Data excerpts:
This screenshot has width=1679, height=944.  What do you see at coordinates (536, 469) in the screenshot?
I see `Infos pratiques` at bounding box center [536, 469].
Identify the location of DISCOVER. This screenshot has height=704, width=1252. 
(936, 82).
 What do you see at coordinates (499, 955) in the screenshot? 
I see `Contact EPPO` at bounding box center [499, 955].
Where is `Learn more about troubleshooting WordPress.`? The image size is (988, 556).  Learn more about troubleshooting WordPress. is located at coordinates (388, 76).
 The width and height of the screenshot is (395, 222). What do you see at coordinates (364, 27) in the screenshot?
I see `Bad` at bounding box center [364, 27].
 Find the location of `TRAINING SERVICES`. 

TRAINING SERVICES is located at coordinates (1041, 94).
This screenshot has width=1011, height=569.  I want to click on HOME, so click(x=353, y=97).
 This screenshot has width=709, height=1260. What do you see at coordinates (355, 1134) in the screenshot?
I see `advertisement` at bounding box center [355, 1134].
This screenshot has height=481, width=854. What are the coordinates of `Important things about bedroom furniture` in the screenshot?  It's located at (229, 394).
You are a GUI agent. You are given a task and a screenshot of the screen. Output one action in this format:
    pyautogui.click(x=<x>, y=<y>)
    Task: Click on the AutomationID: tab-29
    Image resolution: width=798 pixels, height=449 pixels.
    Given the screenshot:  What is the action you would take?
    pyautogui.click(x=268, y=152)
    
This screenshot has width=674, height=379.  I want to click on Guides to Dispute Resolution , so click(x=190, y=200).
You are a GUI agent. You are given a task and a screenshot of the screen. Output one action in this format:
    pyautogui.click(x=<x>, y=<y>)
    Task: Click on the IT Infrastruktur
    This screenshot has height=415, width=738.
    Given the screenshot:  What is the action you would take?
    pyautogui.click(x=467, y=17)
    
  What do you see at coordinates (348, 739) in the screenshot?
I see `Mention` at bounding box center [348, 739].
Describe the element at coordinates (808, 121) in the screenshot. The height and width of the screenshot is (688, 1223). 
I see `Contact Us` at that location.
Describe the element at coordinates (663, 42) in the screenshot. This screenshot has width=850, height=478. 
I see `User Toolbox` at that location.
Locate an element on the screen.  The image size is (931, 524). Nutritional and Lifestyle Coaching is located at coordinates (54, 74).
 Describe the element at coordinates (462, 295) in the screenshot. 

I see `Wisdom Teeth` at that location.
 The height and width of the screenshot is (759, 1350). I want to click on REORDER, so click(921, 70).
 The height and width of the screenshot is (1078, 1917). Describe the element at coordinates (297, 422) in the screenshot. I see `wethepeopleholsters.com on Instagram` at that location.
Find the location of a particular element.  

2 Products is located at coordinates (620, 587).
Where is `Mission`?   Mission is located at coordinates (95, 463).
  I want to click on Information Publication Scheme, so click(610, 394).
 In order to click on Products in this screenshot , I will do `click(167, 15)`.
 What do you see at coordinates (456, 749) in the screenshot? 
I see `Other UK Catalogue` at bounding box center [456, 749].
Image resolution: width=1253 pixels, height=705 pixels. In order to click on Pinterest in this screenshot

* Activity
Each record needs to be duplicated exactly as given.

* Response box
This screenshot has width=1679, height=944.  What do you see at coordinates (536, 469) in the screenshot?
I see `Infos pratiques` at bounding box center [536, 469].
Identify the location of DISCOVER. This screenshot has height=704, width=1252. 
(936, 82).
 What do you see at coordinates (499, 955) in the screenshot? 
I see `Contact EPPO` at bounding box center [499, 955].
Where is `Learn more about troubleshooting WordPress.`? The image size is (988, 556).  Learn more about troubleshooting WordPress. is located at coordinates (388, 76).
 The width and height of the screenshot is (395, 222). What do you see at coordinates (364, 27) in the screenshot?
I see `Bad` at bounding box center [364, 27].
 Find the location of `TRAINING SERVICES`. 

TRAINING SERVICES is located at coordinates (1041, 94).
This screenshot has width=1011, height=569.  I want to click on HOME, so click(x=353, y=97).
 This screenshot has width=709, height=1260. What do you see at coordinates (355, 1134) in the screenshot?
I see `advertisement` at bounding box center [355, 1134].
This screenshot has height=481, width=854. What are the coordinates of `Important things about bedroom furniture` in the screenshot?  It's located at (229, 394).
You are a GUI agent. You are given a task and a screenshot of the screen. Output one action in this format:
    pyautogui.click(x=<x>, y=<y>)
    Task: Click on the AutomationID: tab-29
    Image resolution: width=798 pixels, height=449 pixels.
    Given the screenshot:  What is the action you would take?
    pyautogui.click(x=268, y=152)
    
This screenshot has width=674, height=379.  I want to click on Guides to Dispute Resolution , so click(x=190, y=200).
You are a GUI agent. You are given a task and a screenshot of the screen. Output one action in this format:
    pyautogui.click(x=<x>, y=<y>)
    Task: Click on the IT Infrastruktur
    This screenshot has height=415, width=738.
    Given the screenshot:  What is the action you would take?
    pyautogui.click(x=467, y=17)
    
  What do you see at coordinates (348, 739) in the screenshot?
I see `Mention` at bounding box center [348, 739].
Describe the element at coordinates (808, 121) in the screenshot. The height and width of the screenshot is (688, 1223). 
I see `Contact Us` at that location.
Describe the element at coordinates (663, 42) in the screenshot. This screenshot has width=850, height=478. 
I see `User Toolbox` at that location.
Locate an element on the screen.  The image size is (931, 524). Nutritional and Lifestyle Coaching is located at coordinates (54, 74).
 Describe the element at coordinates (462, 295) in the screenshot. 

I see `Wisdom Teeth` at that location.
 The height and width of the screenshot is (759, 1350). I want to click on REORDER, so click(921, 70).
 The height and width of the screenshot is (1078, 1917). Describe the element at coordinates (297, 422) in the screenshot. I see `wethepeopleholsters.com on Instagram` at that location.
Find the location of a particular element.  

2 Products is located at coordinates (620, 587).
Where is `Mission`?   Mission is located at coordinates (95, 463).
  I want to click on Information Publication Scheme, so click(610, 394).
 In order to click on Products in this screenshot , I will do `click(167, 15)`.
 What do you see at coordinates (456, 749) in the screenshot? 
I see `Other UK Catalogue` at bounding box center [456, 749].
Image resolution: width=1253 pixels, height=705 pixels. In order to click on Pinterest in this screenshot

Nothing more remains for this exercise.